The annual MG Car Club Auckland's Tour of the North will celebrate 50 years of the event this weekend.
What started as a casual trip to Taipa from Auckland 50 years ago has turned into an annual roading adventure.
The MG Car Club Auckland ‘Tour of the North’ is celebrating an epic milestone this weekend, marking half a century of MG car enthusiasts making the trip north.
As always, the event will start in Auckland and make its way up the East coast to Cape Rēinga, before returning to the Super City via the west coast.
Each year the tour attracts people from all over, including the Waikato, Bay of Plenty, central North Island, Wellington, Oamaru and even Australia.
MG Car Club Auckland club captain Paul Walbran has been the event organiser since its inception in 1972.
The MG enthusiast said one of his committee colleagues had proposed a weekend trial (doubling as a break from their parents), which fell on Walbran to organise.
“I was a trainee teacher at the time with a teaching practice section at Taipa Area School, so volunteered to plot a route on my way there and back,” Walbran said.
“That’s how the event came to be in the direction it has and it worked so well it stayed.
“We have received great hospitality from the Far North and I even met my wife a few days after the first event, so she has been on all of them since too.”
Walbran described how he almost didn’t make the inaugural event after taking his brother’s Morris 1100 to Taipa for work.
On the day of the event, Walbran explained how the car had broken an axle just as he was about to return to Auckland to start the event.
He said there were “all sorts of dramas” that ensued, resulting in the event starting late and Walbran being forced to hitch a ride with various competitors along the way.
There had also been times when the tour didn’t make it all the way to the North, due to a variety of challenges beyond their control.
The first was during the fuel crisis of the late 1970s when for three years, all Saturday fuel sales were banned.
Walbran explained that during that time, the tour didn’t get much further than the mid-North.
Last year’s Covid-19 lockdown also meant the event only made it up to the Auckland border on the east coast, before tracing the roads along the border to the west coast in Kaipara.
For this year’s event, 120 people and more than 60 cars are expected to take part, around twice as many as usual.
Walbran said participants ranged from young children to seniors, some of whom had attended the first event 50 years ago.
Bob and Debbie Francis of Doubtless Bay were two of the original tour participants, with Bob an MG Car Club member since 1968.

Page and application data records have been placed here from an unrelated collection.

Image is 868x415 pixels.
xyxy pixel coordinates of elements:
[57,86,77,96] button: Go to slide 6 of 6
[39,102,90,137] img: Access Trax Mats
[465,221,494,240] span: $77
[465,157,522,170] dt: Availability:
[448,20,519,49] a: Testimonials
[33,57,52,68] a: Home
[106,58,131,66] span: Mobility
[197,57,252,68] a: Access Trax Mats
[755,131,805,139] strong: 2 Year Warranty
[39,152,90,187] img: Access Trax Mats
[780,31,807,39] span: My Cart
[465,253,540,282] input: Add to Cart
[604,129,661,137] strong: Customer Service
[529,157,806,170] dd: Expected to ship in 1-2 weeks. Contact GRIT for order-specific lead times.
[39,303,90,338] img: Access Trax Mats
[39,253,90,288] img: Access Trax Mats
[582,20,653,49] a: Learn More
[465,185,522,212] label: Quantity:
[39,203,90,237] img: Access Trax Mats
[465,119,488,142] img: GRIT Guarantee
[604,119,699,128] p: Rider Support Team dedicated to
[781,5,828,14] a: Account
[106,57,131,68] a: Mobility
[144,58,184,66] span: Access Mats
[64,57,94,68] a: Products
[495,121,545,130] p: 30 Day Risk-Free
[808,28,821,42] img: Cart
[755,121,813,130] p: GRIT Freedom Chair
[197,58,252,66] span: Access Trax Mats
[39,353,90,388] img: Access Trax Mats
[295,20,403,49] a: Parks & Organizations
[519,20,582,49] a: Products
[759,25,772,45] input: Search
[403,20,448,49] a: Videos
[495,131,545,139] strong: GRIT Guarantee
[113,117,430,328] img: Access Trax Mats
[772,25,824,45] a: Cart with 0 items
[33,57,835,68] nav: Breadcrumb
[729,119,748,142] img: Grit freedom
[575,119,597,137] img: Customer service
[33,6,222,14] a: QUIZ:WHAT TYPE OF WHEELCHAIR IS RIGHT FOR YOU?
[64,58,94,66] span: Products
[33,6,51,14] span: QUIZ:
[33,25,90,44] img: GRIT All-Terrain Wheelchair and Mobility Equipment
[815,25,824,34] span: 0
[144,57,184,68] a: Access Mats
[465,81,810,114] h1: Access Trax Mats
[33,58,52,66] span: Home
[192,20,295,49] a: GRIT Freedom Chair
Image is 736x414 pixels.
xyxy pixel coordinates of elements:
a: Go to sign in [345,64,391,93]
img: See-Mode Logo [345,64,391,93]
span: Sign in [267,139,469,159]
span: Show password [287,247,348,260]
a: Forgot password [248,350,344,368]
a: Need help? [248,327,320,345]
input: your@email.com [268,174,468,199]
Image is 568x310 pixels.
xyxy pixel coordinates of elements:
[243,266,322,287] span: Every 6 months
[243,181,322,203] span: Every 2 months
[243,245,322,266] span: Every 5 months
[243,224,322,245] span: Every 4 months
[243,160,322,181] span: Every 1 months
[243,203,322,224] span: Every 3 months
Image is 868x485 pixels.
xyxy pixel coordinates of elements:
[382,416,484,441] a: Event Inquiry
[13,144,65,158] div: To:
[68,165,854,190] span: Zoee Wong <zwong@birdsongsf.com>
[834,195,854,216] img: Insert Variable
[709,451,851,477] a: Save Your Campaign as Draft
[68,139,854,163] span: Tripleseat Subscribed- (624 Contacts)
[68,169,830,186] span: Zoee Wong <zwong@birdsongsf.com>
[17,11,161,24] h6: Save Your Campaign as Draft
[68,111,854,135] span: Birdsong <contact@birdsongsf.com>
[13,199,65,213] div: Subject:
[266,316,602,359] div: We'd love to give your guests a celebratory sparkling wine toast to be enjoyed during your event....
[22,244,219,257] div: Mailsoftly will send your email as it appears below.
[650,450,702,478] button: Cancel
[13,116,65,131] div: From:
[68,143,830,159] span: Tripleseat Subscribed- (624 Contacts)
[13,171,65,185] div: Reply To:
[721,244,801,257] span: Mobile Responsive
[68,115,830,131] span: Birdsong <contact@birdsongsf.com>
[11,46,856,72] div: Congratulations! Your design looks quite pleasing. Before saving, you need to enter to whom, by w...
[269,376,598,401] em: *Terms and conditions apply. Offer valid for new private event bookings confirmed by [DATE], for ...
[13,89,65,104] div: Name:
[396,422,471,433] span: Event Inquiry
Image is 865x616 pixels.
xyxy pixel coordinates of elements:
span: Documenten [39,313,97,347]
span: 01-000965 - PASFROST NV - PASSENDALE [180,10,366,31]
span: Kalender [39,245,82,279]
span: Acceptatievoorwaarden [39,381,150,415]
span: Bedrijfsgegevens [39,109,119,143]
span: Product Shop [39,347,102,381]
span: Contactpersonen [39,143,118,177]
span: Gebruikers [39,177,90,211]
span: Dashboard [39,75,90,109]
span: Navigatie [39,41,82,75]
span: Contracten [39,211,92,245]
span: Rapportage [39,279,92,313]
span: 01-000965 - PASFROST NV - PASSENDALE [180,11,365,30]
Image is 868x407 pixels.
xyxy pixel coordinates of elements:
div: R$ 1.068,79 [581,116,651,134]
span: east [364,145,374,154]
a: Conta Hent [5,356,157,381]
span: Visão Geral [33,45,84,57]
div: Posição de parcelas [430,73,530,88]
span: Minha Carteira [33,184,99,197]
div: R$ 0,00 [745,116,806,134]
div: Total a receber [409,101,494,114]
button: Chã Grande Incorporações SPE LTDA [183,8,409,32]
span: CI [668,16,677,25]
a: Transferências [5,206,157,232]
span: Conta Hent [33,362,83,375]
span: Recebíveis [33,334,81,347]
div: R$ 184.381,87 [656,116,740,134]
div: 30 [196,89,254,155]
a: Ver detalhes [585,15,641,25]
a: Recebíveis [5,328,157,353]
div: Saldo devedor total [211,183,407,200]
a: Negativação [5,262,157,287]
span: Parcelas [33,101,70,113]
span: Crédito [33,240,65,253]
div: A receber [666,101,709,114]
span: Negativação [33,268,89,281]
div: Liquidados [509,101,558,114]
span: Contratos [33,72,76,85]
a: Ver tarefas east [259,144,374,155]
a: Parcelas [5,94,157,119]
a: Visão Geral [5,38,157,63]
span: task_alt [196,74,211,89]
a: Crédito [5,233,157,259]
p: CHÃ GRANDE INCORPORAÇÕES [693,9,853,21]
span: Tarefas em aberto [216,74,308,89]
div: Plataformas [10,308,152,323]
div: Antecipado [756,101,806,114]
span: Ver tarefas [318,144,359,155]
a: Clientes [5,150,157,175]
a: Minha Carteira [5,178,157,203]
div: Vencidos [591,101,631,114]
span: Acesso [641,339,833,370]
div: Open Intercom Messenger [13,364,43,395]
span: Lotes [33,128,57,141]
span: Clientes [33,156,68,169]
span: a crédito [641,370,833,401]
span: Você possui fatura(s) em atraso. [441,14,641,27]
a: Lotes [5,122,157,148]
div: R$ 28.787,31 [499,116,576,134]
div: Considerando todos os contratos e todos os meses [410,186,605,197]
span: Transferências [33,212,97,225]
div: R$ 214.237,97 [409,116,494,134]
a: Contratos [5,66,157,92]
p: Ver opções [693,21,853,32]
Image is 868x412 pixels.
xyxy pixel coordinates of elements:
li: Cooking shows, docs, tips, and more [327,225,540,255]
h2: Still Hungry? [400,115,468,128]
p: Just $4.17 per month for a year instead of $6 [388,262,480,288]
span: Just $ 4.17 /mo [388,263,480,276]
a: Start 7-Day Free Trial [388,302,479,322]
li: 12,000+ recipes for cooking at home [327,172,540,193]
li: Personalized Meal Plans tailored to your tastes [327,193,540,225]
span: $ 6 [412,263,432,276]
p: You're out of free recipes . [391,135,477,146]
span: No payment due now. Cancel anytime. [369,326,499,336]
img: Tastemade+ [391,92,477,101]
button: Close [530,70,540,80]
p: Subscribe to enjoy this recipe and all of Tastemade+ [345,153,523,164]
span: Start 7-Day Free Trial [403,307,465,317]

The couple said at the inaugural event they’d driven in a non-MG car.
This was because Bob was restoring their 1954 MG TF in preparation for the 1974 Commonwealth Games in Christchurch.
The pair said they had thoroughly enjoyed the early tours and were looking forward to the weekend’s activities.
“On the first Far North Tour we camped at the Coopers Beach Camp Ground and we now participate as Far North residents assisting in local arrangements,” Debbie said.
“We have fond memories of those early tours and will be joining everyone on the Sunday trip to Cape Reinga this year in our MG TF.
“That’s done numerous miles over the last 50 years from the Cape to the very south of the South Island.”
Walbran said the tour had evolved with time, offering a number of options for people to choose from.
“The route options vary from cruisy touring, precise navigation, or from tarmac main roads to single-lane gravel,” he said.
“On some sections of the route, average speeds are set, typically around 50km/h on the open road, to allow for stops.
“Generally, those coming sort themselves into smaller groups of similar interests rather than everyone going in an enormous convoy which could be problematic for other road users.
“Socialising at breaks along the way is a vital and much-enjoyed aspect.”